I once was a salesman; commissions were grand.
My face like an actor could play
Any part, any heart. Any string I could pull
And indeed—that was how I won May.

For a few years we lived like an advertisement:
Former beauty queen, salesman, and son.
I might dally a bit, but I'd always come home;
Studied eyes told her she was my one.

The glow did not last, and she woke from the dream
And their leaving left nary a scar.
I know my cool heart played some part in her death:
Though in truth, one more drunk and her car.

The boy was just five when he came back to me
And by then, things had changed in my life:
The bachelor ways and the martini lunch
(I lived happily without a wife).

I put him to bed, where he shivered awhile
"I hear things in the walls," he told me.
I assured him he'd been through a lot, but if he
Could just rest, fear would pass, he would see.

He finally went down and I thought just this once
with my home bar bare (over the sink)
I could quickly head out to the place down the road
And as quickly, just grab one more drink.

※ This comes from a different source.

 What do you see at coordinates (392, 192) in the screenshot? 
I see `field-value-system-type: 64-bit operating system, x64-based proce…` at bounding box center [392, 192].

And yet as I drank there my folly grew plain;
I felt something that you might call guilt,
And I settled my tab and I walked out the door
As my sense and the world went atilt.

Inexpressible shudders my stomach assailed
As I passed down the street in between
The place where I was and my home where I saw
Spread before, an impossible scene.

The boy wasn't alone. That thing crouched at his bed--
A bogeyman, needle-nosed, thin.
From where he was chewing he looked up at me:
cartoon eyes and obscene rictal grin.

His flesh had the pallor of maggots that crawl;
That grin had the turn of a skull.
His teeth they were razors and ribbons they tore
Off the flesh of my child they pulled.

The face of the young one was frozen in fear
He'd been dying afraid and alone.
I caught the last glimmer of life in his eyes
As the fiend, as he dined, cracked a bone.

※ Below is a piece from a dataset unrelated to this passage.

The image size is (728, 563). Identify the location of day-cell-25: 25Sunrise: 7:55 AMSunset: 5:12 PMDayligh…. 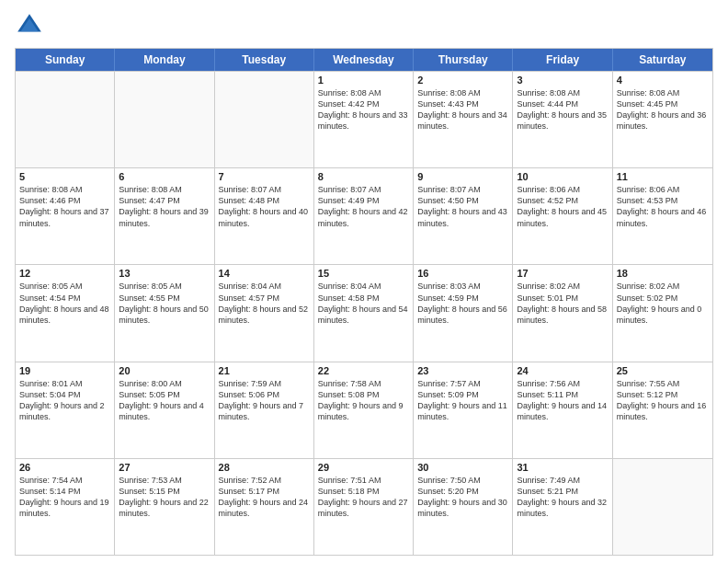
(663, 410).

He leaped like a dancer, then leapt at my eyes
I am certain my heart's beating ceased;
Then he breathed meaty breath as he laughed in my face
And ran out on all fours like a beast.

The police thought me mad. Who could credit my tale?
And I knew I was suspect, by Christ!
Alone with remains that would chill any man--
And a card that read Jeremy Vice.

They questioned for hours, while I, filled with grief,
Tried to tell them I knew nothing more.
The card they could trace but it shed not a clue
(printed up at a novelty store)

They found bloodied footprints, and clearly not mine
(Though they noted my breath's taste of beer).
The thing I described had them shaking their heads--
Written off—a creation of fear.

But I tell you the nightmare was real. Take advice
And beware of the demon named Jeremy Vice!

The singular death was the talk for awhile
And everyone had words to say
Sympathetic and kind; all my friends shared my pain--
Though my friends soon all drifted away.

A year came and went; I lived modestly now
While suspicion and pity did lob
Dark shades on my person wherever I went:
Each bar, each apartment, each job.

I turned my head often; more often at night
Convinced I would see that cruel smile.
Then the sound of a passerby drew me to draw
Back my curtains. My throat filled with bile.

He looked up and cackled and made by blood ice--
That dark apparition named Jeremy Vice.

He shook my front door, and I trembled in fear
Unable to act or pursue
I didn't phone the police, but I soon packed my bags
With morning I knew what to do.

I travel quite often to places remote
I've lost track of the towns and the streets
I've not seen him in years, but I know he's about
I know some day he'll catch up with me.

"Yet surely he's human, a monster in mind
But assailable"— that's what you'll say.
But if you had seen him, like me, you would run
And like me, die again, every day.

He's out there, still looking, demanding his price--
That lost apparition named Jeremy Vice.